No, I mean that if you use a hierarchical model, by definition you include both varying and fixed effects. That’s why they are also called pooling models – there always is this dance between both types of effects that results in shrinkage of cluster parameters (aka varying effects) towards the population mean (aka fixed effects).
These models contrast with complete-pooling models (only fixed effects, so you risk total underfitting if your clusters vary a lot) and no-pooling models (only random effects, so you risk total overfitting if some clusters have a small sample size).
So that’s why the tutorial you linked to actually has both varying and fixed effects:
# Priors: these are the fixed effects, or the baseline effects if you will
mu_a = Normal('mu_a', mu=0., sigma=1e5)
sigma_a = HalfCauchy('sigma_a', 5)
mu_b = Normal('mu_b', mu=0., sigma=1e5)
sigma_b = HalfCauchy('sigma_b', 5)
# Random intercepts: these are deviations from the mean fixed intercept mu_a.
# The more different the counties, the bigger sigma_a.
# The parameters of the population of intercepts (mu_a and sigma_a) are learned
# from the data at the same time as each county's individual intercept (a).
a = Normal('a', mu=mu_a, sigma=sigma_a, shape=counties)
# Random slopes: same remarks
b = Normal('b', mu=mu_b, sigma=sigma_b, shape=counties)
If you want a random-effects-only model, that would be:
# Random effects, whithout the hierarchical structure:
a = Normal('a', mu=0, sigma=10, shape=counties)
b = Normal('b', mu=0 sigma=1.5, shape=counties)
Most of the time, these two models won’t give the same results – the hierarchical one would likely be more accurate on average – except if your clusters are very different from one another, in which case pooling of information is useless because you actually don’t learn anything about cluster 2 once you learned about cluster 1.
I think Jack’s model is more complicated than what you need because he’s also estimating the covariation between slopes and intercepts. This usually yields a much more complicated geometry for the sampler to explore, so you have to use algebra tricks to help sampling – I think it’s too advanced for your use case.
Modeling interactions actually just comes down to adding a term to the regression that models, well, the interaction between two (or more) predictors.
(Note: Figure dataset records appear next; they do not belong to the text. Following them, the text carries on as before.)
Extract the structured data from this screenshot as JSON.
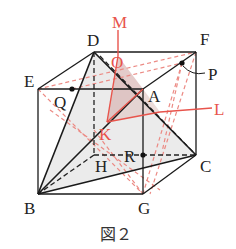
{
  "figure": {
    "caption": "図２",
    "colors": {
      "edge": "#1a1a1a",
      "red": "#e8544c",
      "red_dashed": "#ec8a84",
      "shade": "#e6e6e6",
      "shade_red": "#d9b5b3"
    },
    "labels": {
      "D": "D",
      "E": "E",
      "F": "F",
      "A": "A",
      "B": "B",
      "C": "C",
      "G": "G",
      "H": "H",
      "Q": "Q",
      "P": "P",
      "R": "R",
      "M": "M",
      "O": "O",
      "K": "K",
      "L": "L"
    },
    "points": {
      "D": [
        94,
        52
      ],
      "F": [
        196,
        52
      ],
      "E": [
        38,
        89
      ],
      "A": [
        143,
        89
      ],
      "B": [
        38,
        194
      ],
      "G": [
        143,
        194
      ],
      "H": [
        94,
        155
      ],
      "C": [
        196,
        155
      ],
      "Q": [
        72,
        89
      ],
      "P": [
        182,
        63
      ],
      "R": [
        143,
        155
      ],
      "O": [
        118,
        56
      ],
      "K": [
        107,
        122
      ]
    }
  }
}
Here I think I’d do:
mu_b3 = Normal('mu_b', mu=0., sigma=1e5)
sigma_b3 = HalfCauchy('sigma_b', 5)
b3 = Normal('b3', mu=mu_b3, sigma=sigma_b3, shape=subjs)
y_hat = a[subj] + b1[subj] * blockType + b2[subj] * CSType + b3[subj] * blockType * CSType
Again, with the caveat that these priors are not best-practice (I think I’ll do a PR to update this NB actually).